Friday, March 10, 2006

Chattering Deadbeat Monkey Brains

Maria de Madeiros playing Anais Nin in Henry and June.

Dreams are necessary to life.
-ANAIS NIN

Sometimes my head gets real full. I go blindly from one activity to another, never stopping for a break, a breath of fresh air. Filling my mind and my body with constant thoughts, to do lists, mental notes - frantically hurrying from errand to appointment to work and back home again. Chopping dinner, clacking away at my computers, paying bills, returning phone calls, trying to make sense when I talk, choosing which lettuce to buy, carefully composing emails, trying desperately to stay on top of this quickly sinking ship. Life becomes an endless stream of noises: ringing alarm clocks, telephones, beeping microwaves, whistling tea kettles, computer error sounds, the car radio, the ipod, the tube, car honks, sloooowly ticking clocks and the non-stop caffeine-fueled chattering inner dialogue going on in my head all day long.
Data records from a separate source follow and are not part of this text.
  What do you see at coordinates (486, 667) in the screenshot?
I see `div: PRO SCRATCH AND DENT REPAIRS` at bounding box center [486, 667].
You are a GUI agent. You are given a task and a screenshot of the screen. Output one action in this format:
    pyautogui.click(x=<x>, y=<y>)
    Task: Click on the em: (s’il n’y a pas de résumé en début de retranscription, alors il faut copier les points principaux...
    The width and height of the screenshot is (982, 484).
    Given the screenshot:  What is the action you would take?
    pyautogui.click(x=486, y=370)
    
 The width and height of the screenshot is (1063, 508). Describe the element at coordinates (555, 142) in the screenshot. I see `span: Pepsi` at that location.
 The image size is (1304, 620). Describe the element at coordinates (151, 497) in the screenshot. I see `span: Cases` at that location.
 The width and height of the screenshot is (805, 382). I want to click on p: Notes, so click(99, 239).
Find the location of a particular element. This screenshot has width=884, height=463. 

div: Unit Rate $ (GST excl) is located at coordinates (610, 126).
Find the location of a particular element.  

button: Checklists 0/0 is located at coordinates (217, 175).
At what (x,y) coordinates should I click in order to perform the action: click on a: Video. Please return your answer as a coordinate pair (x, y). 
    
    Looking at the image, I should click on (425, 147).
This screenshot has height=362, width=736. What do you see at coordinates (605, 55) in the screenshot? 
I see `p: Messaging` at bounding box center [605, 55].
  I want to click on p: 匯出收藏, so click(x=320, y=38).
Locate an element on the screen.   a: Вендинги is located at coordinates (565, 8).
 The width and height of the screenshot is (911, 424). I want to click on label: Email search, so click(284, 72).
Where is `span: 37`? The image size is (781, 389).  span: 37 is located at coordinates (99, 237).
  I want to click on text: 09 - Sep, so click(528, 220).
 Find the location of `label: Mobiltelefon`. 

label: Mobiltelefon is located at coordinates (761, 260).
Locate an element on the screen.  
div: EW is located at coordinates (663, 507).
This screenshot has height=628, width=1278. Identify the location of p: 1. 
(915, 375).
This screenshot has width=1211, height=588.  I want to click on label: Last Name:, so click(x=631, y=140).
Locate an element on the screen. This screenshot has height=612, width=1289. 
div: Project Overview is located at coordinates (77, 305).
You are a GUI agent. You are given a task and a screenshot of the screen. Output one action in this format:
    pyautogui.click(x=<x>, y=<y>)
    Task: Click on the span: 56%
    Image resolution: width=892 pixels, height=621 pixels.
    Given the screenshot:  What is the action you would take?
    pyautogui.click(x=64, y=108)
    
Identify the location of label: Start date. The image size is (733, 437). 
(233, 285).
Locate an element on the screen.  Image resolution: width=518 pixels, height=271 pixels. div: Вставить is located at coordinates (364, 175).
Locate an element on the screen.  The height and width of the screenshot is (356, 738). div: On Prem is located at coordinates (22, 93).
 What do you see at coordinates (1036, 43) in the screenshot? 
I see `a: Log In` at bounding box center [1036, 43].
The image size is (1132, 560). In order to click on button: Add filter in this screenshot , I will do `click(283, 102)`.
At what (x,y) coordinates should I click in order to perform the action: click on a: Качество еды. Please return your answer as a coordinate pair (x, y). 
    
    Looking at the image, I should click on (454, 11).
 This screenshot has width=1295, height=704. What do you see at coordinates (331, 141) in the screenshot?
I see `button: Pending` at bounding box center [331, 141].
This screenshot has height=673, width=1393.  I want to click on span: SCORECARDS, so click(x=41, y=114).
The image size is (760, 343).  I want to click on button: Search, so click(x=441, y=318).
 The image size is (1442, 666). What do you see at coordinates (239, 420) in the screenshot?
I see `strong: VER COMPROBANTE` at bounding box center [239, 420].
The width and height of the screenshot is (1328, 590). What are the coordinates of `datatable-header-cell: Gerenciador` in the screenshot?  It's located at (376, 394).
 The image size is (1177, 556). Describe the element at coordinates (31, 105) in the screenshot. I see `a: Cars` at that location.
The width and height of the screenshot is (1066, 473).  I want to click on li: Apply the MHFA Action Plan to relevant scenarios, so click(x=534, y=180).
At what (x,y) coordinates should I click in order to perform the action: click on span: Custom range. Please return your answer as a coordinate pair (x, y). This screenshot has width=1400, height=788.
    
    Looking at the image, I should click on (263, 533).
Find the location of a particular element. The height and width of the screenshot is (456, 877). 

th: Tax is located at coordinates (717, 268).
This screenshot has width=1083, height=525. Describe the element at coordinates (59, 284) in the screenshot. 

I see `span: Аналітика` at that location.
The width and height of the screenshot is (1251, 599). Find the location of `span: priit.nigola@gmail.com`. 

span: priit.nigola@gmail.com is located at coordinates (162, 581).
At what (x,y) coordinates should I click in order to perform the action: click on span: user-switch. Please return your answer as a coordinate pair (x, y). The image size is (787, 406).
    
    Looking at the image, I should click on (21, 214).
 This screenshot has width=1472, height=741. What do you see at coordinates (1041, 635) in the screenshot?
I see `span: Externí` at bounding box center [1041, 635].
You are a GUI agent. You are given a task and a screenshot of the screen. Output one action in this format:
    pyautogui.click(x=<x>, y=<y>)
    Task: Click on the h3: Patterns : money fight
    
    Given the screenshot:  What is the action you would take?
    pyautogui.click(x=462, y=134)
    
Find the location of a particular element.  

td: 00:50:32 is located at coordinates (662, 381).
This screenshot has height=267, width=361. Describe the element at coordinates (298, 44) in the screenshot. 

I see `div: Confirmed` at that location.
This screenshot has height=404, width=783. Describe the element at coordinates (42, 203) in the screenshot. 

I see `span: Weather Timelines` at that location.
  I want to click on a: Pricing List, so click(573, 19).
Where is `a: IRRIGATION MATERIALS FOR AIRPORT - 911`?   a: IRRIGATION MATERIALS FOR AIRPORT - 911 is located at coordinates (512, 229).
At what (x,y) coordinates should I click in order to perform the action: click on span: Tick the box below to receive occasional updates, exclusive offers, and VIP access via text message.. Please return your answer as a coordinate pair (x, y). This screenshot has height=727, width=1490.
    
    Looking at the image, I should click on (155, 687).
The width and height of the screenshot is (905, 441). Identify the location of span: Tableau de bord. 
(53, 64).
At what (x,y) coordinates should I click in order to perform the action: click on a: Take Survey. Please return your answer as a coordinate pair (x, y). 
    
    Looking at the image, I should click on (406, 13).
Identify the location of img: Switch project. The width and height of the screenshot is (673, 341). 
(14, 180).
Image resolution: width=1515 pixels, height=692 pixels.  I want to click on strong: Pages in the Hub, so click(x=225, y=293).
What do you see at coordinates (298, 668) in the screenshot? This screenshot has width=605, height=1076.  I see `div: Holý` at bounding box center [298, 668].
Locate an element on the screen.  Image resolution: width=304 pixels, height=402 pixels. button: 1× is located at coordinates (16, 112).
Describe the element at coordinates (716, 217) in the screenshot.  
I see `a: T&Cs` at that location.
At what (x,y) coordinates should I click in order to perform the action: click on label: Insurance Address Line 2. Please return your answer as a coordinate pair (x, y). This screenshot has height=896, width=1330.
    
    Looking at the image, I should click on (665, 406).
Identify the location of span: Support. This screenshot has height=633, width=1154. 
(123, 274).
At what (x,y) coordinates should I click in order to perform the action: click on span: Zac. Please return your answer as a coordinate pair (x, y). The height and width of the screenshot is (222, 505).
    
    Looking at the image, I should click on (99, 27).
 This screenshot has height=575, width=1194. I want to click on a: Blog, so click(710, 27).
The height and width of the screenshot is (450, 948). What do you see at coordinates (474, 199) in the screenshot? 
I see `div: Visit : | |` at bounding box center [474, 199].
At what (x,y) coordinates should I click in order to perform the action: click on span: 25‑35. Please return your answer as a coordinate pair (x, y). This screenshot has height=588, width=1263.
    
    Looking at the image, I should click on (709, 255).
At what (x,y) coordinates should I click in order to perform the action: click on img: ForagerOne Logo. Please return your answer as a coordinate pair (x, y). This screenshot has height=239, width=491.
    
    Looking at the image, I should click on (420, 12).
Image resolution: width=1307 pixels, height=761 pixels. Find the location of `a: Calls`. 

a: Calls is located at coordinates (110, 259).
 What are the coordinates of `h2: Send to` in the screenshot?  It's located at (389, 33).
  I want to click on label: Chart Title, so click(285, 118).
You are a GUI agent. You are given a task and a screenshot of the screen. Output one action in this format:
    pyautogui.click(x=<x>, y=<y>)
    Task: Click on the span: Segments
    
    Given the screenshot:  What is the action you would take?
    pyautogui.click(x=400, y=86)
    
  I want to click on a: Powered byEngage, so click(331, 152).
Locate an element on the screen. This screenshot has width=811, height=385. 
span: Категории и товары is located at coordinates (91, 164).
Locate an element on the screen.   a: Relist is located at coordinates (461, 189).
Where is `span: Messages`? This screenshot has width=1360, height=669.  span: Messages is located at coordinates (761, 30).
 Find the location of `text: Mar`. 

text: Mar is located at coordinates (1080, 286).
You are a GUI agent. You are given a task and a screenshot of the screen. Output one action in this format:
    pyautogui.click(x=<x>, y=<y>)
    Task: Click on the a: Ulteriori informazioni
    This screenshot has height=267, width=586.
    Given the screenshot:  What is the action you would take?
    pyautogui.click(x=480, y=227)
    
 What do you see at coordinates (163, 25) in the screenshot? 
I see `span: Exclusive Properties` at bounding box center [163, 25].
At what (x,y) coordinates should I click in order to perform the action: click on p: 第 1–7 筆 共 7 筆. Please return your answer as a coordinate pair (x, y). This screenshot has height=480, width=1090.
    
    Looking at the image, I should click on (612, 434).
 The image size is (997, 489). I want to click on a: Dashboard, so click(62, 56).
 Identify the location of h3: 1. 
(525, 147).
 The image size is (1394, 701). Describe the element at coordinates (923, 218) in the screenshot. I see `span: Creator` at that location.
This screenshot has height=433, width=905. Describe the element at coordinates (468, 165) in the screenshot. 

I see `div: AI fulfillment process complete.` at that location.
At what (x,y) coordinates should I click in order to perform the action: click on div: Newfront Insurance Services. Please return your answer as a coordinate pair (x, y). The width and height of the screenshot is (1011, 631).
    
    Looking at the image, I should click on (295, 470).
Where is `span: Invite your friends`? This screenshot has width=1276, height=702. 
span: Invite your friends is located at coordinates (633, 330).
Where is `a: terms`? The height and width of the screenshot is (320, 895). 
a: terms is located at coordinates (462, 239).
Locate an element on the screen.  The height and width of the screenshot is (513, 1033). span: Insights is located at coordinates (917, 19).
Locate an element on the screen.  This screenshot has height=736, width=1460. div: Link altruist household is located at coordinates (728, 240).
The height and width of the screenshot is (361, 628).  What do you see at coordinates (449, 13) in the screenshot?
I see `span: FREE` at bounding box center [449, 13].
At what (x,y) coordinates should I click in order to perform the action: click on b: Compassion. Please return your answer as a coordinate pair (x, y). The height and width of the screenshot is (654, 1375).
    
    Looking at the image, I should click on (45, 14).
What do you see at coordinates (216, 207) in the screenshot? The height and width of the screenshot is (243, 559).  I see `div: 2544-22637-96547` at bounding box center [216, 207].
And through it all, this blur, this whirl of life and constant motion - what I miss most is the emptiness. The down time, the moments when I have nothing to do and nowhere to go and nothing to concentrate on. Those moments are so rare these days.
I can't play bridge. I don't play tennis. All those things that people learn, and I admire, there hasn't seemed time for. But what there is time for is looking out the window.
- ALICE MUNRO
I recently realized that I have spent most of my life alone. Probably a much higher percentage than most "normal" people who are quite content to fill their chattering monkey brains with work, home and tv without longing for dead time. The hours upon hours I have spent alone walking, soaking up sun, thinking, spacing out, reading, staring into space, doodling, planning, daydreaming. This is time I depend on, time I subsist on. Time that feeds my daily life and inspires my dreams.
I have dreamed in my life, dreams that have stayed with me ever after, and changed my ideas; they have gone through and through me, like wine through water, and altered the color of my mind.
-EMILY BRONTE

But this stupid frenetic work world we live in. These ridiculous busy lives we lead, these jobs that take over our lives and our paranoid fear of being alone or inactive. Ridiculous. It is the empty spaces that I crave. Writer Alice Munro once said that her most productive, inspiring time of day was drinking coffee in the morning and staring out the window. Damn! It has been months since I stared out the window...well, there were those 5 minutes one week ago while I was cramming cereal my gullet, rushing off to work late, as usual.
I am now quite cured of seeking pleasure in society, be it country or town. A sensible man ought to find sufficient company in himself.
-EMILY BRONTE
More than anything these days, I relish the emptiness. The time alone in my bath to empty my brain and release my thoughts, those few moments in dance class when I am concentrating so hard on getting the right steps that my brain unplugs. Watching the squirrel in the backyard tunnel through the snow and munch on the left overs beneath the bird feeder. Soaking up the sun in the brightest spot at work, getting odd stares from office workers while I glue myself to the warm window in the hall by the bathroom. Those empty moments are like gold to me. the moments in between, the moments my creative brain is most active.
A leaf fluttered in through the window this morning, as if supported by the rays of the sun, a bird settled on the fire escape, joy in the task of coffee, joy accompanied me as I walked.
-ANAIS NIN
My old hippy yoga teacher used to tell us to quiet our chattering monkey brains. But when you are always flying from one thing to another, how do you make your inner monkey SHUT the hell UP? Let's see what some other deadbeat loner heroes, internal-minded artistic crazy types have to say about this chattering monkey mess:

DBC7 * Tortured Artists 101 * Wanna learn how to be a whacko, loner tortured artist? Sure, we all do? Here are some easy steps to help you along your way to suicide, the nut house or a slow anonymous death! And to top this exercise off, a GNR tortured artist montage to see what you've learned!


Judy Davis playing George Sand in Impromptu.

3 comments:

Tanner M. said...

This is the best first post ever written, i want more!

Eva the Deadbeat said...

You are my very first and ONLY reader! Eeeek! Saw some crows today and got some yummy sun and posted again...! Eep!

Eva the Deadbeat said...

renee! i had so much fun talking to you last night! and i love your ski story. people like you and me could be in that lonely cabin for DAYS which is why we are perfect projectionists! give me a dark, removed bear cave to call my own and i am home! Call me unibomber!